The Ute Mountain Tribal Park abuts Mesa Verde National Park and includes many Ancestral Puebloan ruins. Their land includes the sacred Ute Mountain . [ 70 ] The White Mesa Community of Utah (near Blanding) is part of the Ute Mountain Ute Tribe but is largely autonomous.
The Ute Mountain Ute Tribe are descendants of the Weeminuche band [2] (Weminuche, Weemeenooch, Wiminuc, Guiguinuches) lived west of the Great Divide along the Dolores River of western Colorado, in the Abajo Mountains, in the Valley of the San Juan River its northern tributaries and in the San Juan Mountains including eastern Utah. [3]

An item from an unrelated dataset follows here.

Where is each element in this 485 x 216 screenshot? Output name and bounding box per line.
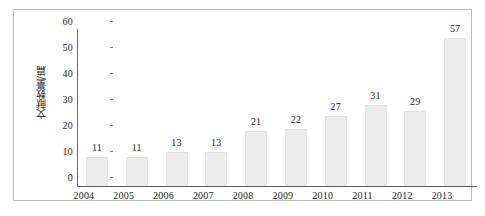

The ruins were already known to the Ute and Navajo guides who considered them haunted and urged Huntington to stay away. [9] [35] The name Hovenweep, which means "deserted valley" in the Ute language, was adopted by pioneer photographer William Henry Jackson and William Henry Holmes in 1878. The name is apt as a description of the area's ...
Fremont, Ute: National, State: Visited by Dominguez-Escalante Expedition in 1776. 28: Canyons of the Ancients National Monument: Montezuma and Dolores counties: Paleo-Indian, Basket Makers, Ancient Pueblo: 6000 BC - AD mid- 12th century: Campsite, residential: National, State: Lowry Pueblo, Sand Canyon Pueblo and Roy's Ruin 48
The ruins are about 12 to 15 feet high, but may have been twice that height. Lower House is an L-shaped pueblo 200 feet by 180 inches with a plaza , 8 small rooms 7 × 2 feet and a large kiva Nearby were the ancient pueblo village of Mud Springs at the head of McElmo Canyon [ 5 ] and Navajo Springs, was the original site of the Ute Mountain ...
The Southern Ute Indian Reservation (Ute dialect: Kapuuta-wa Moghwachi Núuchi-u) is an Indian reservation in southwestern Colorado, United States, near the northern New Mexico state line. Its territory consists of land from three counties; in descending order of surface area they are La Plata, Archuleta, and Montezuma Counties. The reservation ...
Chimney Rock National Monument lies on 4,726 acres (19 km 2) of San Juan National Forest land surrounded by the Southern Ute Indian Reservation. [4] The Chimney Rock Archeological Area, listed in the National Register of Historic Places in 1970, consists of a central 960 acres. [5] Chimney Rock itself is approximately 315 feet (96 m) tall.